Lucid, entertaining and full of insight, How To Read A Poem is designed to banish the intimidation that too often attends the subject of poetry, and in doing so to bring it into the personal possession of the students and the general reader.
* Offers a detailed examination of poetic form and its relation to content.
* Takes a wide range of poems from the Renaissance to the present day and submits them to brilliantly illuminating closes analysis.
* Discusses the work of major poets, including John Milton, Alexander Pope, John Keats, Christina Rossetti, Emily Dickinson, W.B. Yeats, Robert Frost, W.H.Auden, Seamus Heaney, Derek Mahon, and many more.
* Includes a helpful glossary of poetic terms.
Cuprins
Preface vii
Acknowledgements viii
1 The Functions of Criticism 1
1 The End of Criticism? 1
2 Politics and Rhetoric 8
3 The Death of Experience 17
4 Imagination 22
2 What is Poetry? 25
1 Poetry and Prose 25
2 Poetry and Morality 28
3 Poetry and Fiction 31
4 Poetry and Pragmatism 38
5 Poetic Language 41
3 Formalists 48
1 Literariness 48
2 Estrangement 49
3 The Semiotics of Yury Lotman 52
4 The Incarnational Fallacy 59
4 In Pursuit of Form 65
1 The Meaning of Form 65
2 Form versus Content 70
3 Form as Transcending Content 79
4 Poetry and Performance 88
5 Two American Examples 96
5 How to Read a Poem 102
1 Is Criticism Just Subjective? 102
2 Meaning and Subjectivity 108
3 Tone, Mood and Pitch 114
4 Intensity and Pace 118
5 Texture 120
6 Syntax, Grammar and Punctuation 121
7 Ambiguity 124
8 Punctuation 130
9 Rhyme 131
10 Rhythm and Metre 135
11 Imagery 138
6 Four Nature Poems 143
1 William Collins, ‘Ode to Evening’ 143
2 William Wordsworth, ‘The Solitary Reaper’ 149
3 Gerard Manley Hopkins, ‘God’s Grandeur’ 153
4 Edward Thomas, ‘Fifty Faggots’ 157
5 Form and History 161
Glossary 165
Index 169
Despre autor
Terry Eagleton is John Edward Taylor Professor of English Literature at the University of Manchester. His recent publications include The English Novel (2004), Sweet Violence: The Idea of the Tragic (2003), The Idea of Culture (2000), Scholars and Rebels in Nineteenth-Century Ireland (1999), Literary Theory: An Introduction (Second Edition, 1996) and The Illusions of Postmodernism (1996), all published by Blackwell Publishing.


- **WORK TASK**
An exact retyping of all lines below is the answer; pictures do not belong in it.

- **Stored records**
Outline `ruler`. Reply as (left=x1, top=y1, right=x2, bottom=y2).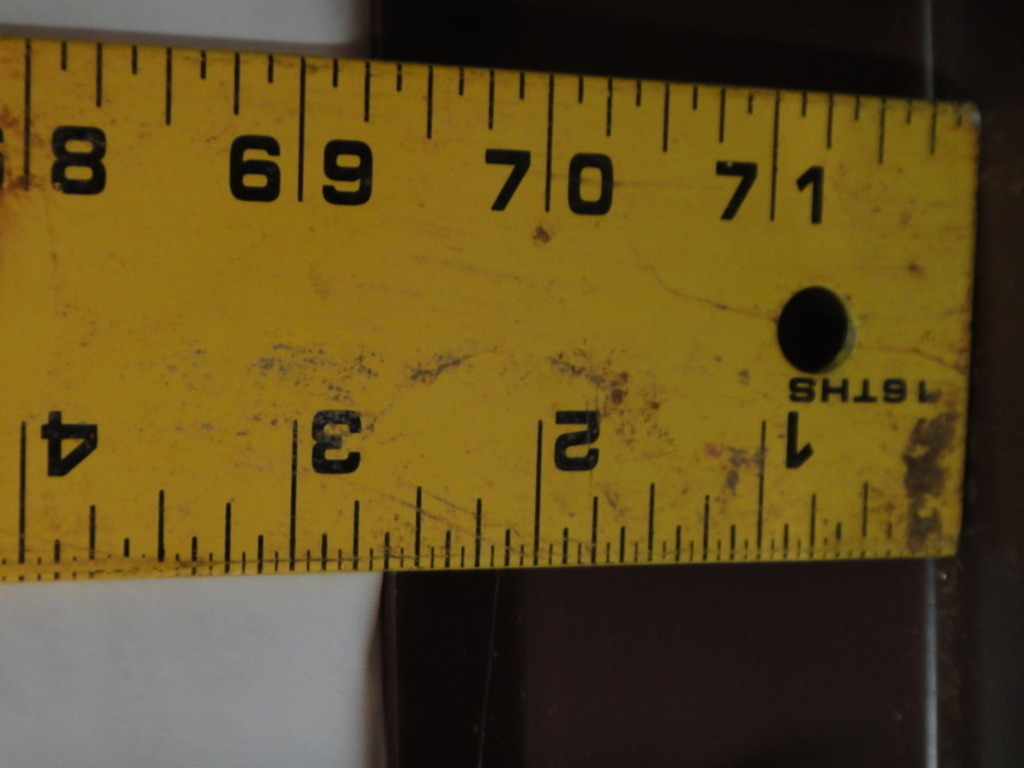
(left=0, top=40, right=977, bottom=580).
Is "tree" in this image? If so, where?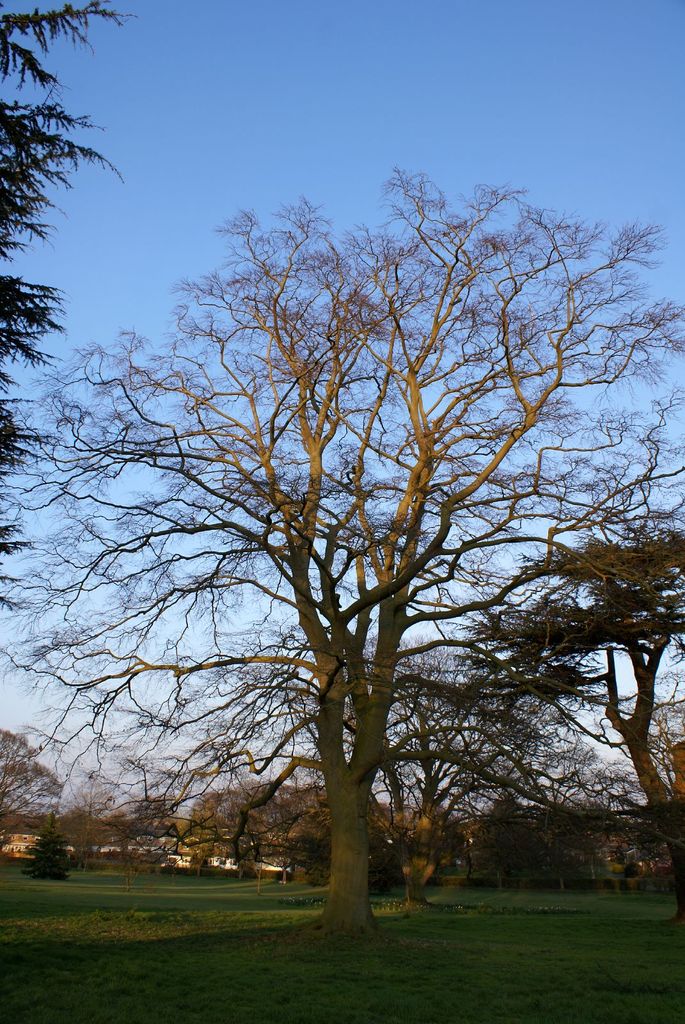
Yes, at rect(454, 529, 684, 915).
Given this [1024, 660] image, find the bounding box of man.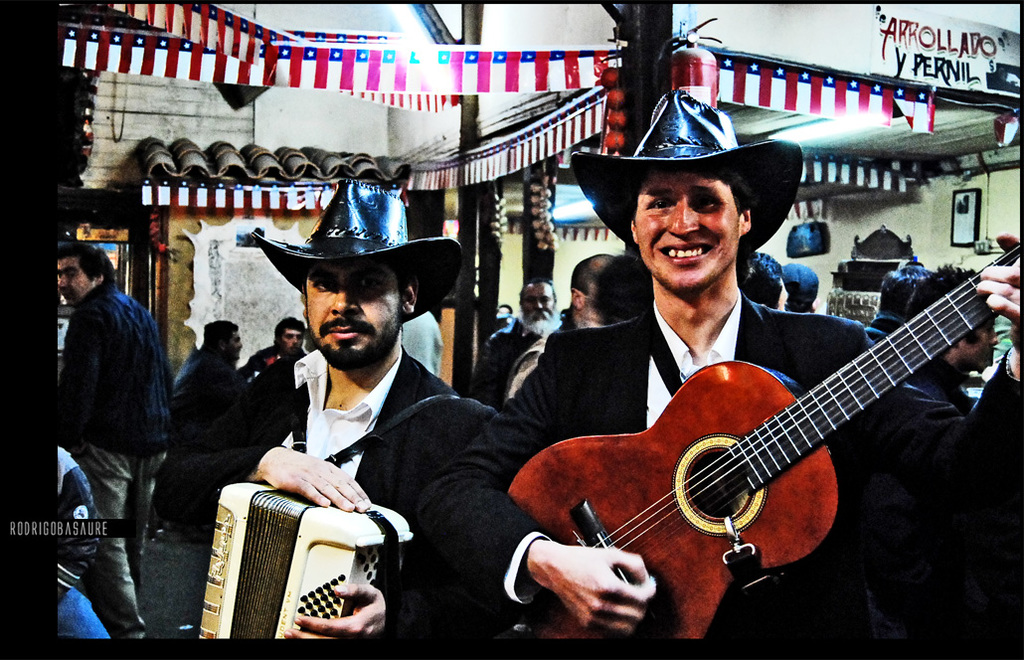
153,251,492,637.
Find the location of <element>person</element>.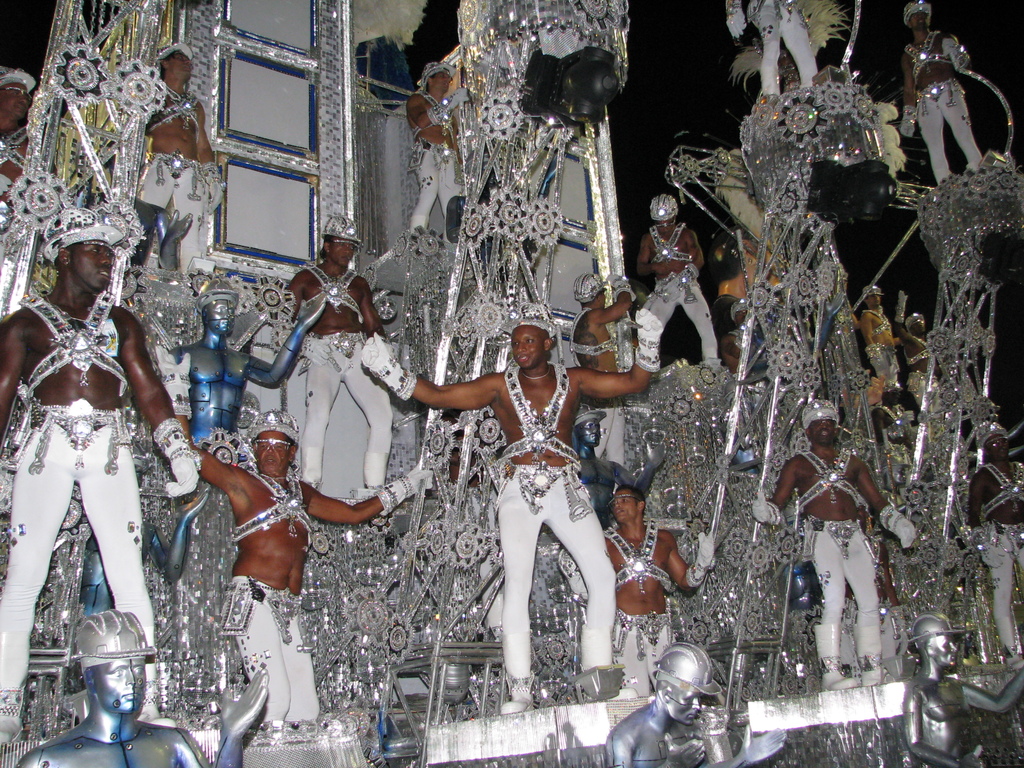
Location: locate(724, 0, 821, 98).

- **TASK ANSWER**
Outline `ruler`. Reply as (left=x1, top=y1, right=x2, bottom=y2).
(left=0, top=40, right=977, bottom=580).
Is "tree" in this image? If so, where?
Yes, at rect(454, 529, 684, 915).
Given this [1024, 660] image, find the bounding box of man.
153,251,492,637.
Find the location of <element>person</element>.
Location: locate(724, 0, 821, 98).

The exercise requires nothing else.